CESSNA 152 IN CRUISE AT 3500 FT DECLARED AN EMER AND MADE AN OFF FIELD LNDG DUE TO ROUGH ENG AND LOW OIL PRESSURE. AFTER MAINT INSPECTION THE AIRPLANE WAS FERRIED TO THE HOME BASE FOR REPAIRS.

2002-05 · NASA ASRS report 547786

Date: 2002-05 · Aircraft: Small Aircraft; High Wing; 1 Eng; Fixed Gear · Phase: cruise

Anomalies: aircraft-equipment-problem-critical|deviation-discrepancy-procedural-maintenance|other-low-oil-press-rough-eng

Synopsis

CESSNA 152 IN CRUISE AT 3500 FT DECLARED AN EMER AND MADE AN OFF FIELD LNDG DUE TO ROUGH ENG AND LOW OIL PRESSURE. AFTER MAINT INSPECTION THE AIRPLANE WAS FERRIED TO THE HOME BASE FOR REPAIRS.

Narrative

MY STUDENT NOTICED THE ENG BEGINNING TO RUN ROUGH AND I SAW THE OIL PRESSURE GAUGE ON THE REDLINE ON THE LOW SIDE OF THE GREEN. WE NOTIFIED ATC OF OUR MECHANICAL SIT. THERE WAS A DRAG STRIP BELOW US THAT WAS NOT IN USE AT THE TIME. WE DECIDED THE BEST COURSE OF ACTION WOULD BE TO SET IT DOWN ON THE DRAG STRIP RATHER THAN RISK A COMPLETE LOSS OF ENG PWR FROM CONTINUING TO OUR HOME ARPT; ZZZ1. THERE WERE NO INJURIES OR PROPERTY DAMAGE. CALLBACK CONVERSATION WITH RPTR REVEALED THE FOLLOWING INFO: THE RPTR STATED THE COMBINATION OF THE ROUGH RUNNING ENG AND LOW OIL PRESSURE WAS THE REASON FOR THE EMER OFF FIELD LNDG. THE RPTR SAID WHEN THE FIXED BASE OPERATOR TECHNICIAN ARRIVED AND CHKED THE ENG IT'S CONDITION WAS THE SAME AS INFLT; ROUGH RUNNING AND LOW OIL PRESSURE. THE RPTR STATED THE TECHNICIAN RAN THE ENG AND ADVISED A MAINT FERRY TO THE FIXED BASE OPERATORS REPAIR FACILITY. THE RPTR SAID OPERATING THE ENG WITH NOTHING DONE TO CORRECT ITS CONDITION WAS NOT EASY TO ACCEPT. THE RPTR STATED THE TECHNICIAN ASSURED MYSELF AND THE STUDENT THE ENG WAS OPERABLE AND WOULD MAKE THE MAINT FERRY WITH NO PROB. THE RPTR SAID AGAINST HIS BETTER JUDGEMENT THE MAINT FERRY WAS FLOWN AND ACCOMPLISHED. THE RPTR STATED THAT HE IS NO LONGER EMPLOYED BY THIS OPERATOR.

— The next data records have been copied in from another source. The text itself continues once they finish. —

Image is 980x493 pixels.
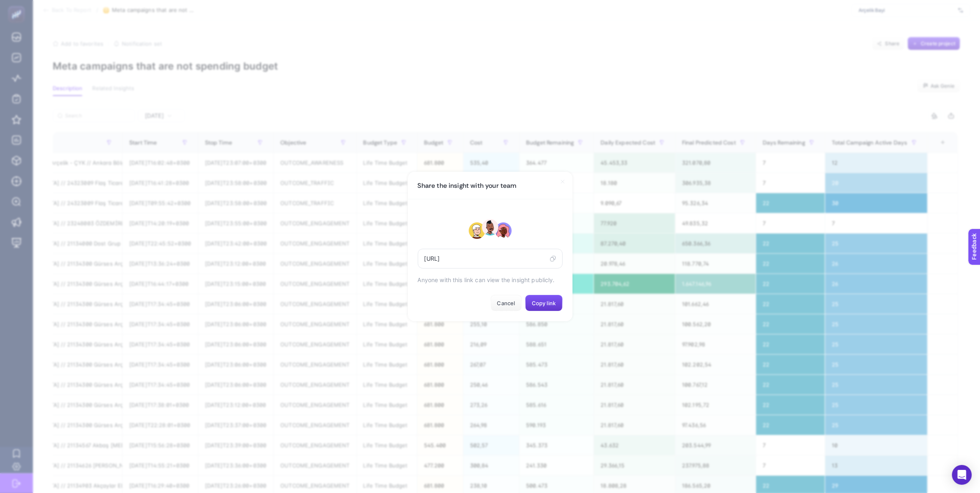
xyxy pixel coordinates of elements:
[5,2,32,9] span: Feedback
[532,300,556,306] span: Copy link
[497,300,515,306] span: Cancel
[469,219,511,239] img: avatar-group2.png
[424,255,546,261] span: [URL]
[490,295,522,311] button: Cancel
[525,295,562,311] button: Copy link
[418,181,516,189] h1: Share the insight with your team
[418,275,562,285] p: Anyone with this link can view the insight publicly.
[952,465,972,485] div: Open Intercom Messenger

Source: NASA Aviation Safety Reporting System (public domain). Reports are voluntary submissions and are not verified by NASA.

Loading the flight search…

Frequently asked questions

How do I search flights by aircraft type on FlightFinder?

Pick an aircraft model — Boeing 737, Airbus A320, A380, Boeing 787 Dreamliner and more — enter your origin airport, and FlightFinder shows every route that plane flies from there with live fares.

Which aircraft types can I filter by?

We support Boeing 737/747/757/767/777/787, the full Airbus A220/A319/A320/A321/A330/A340/A350/A380 family, Embraer E170/E175/E190/E195, Bombardier CRJ and Dash 8, and the ATR 42/72 turboprops.

Is FlightFinder free to use?

Search and schedules are free. Pro ($4.99/month, $39/year, or $99 one-time lifetime) unlocks the enriched flight card — on-time stats, CO₂ per passenger, amenities, live gate & weather — plus My Trips with push alerts.

Where does the route data come from?

Live schedules come from Amadeus, AeroDataBox and Travelpayouts. Observed routes (which aircraft actually flew a given city pair) are crowdsourced from adsb.lol ADS-B data under the Open Database License.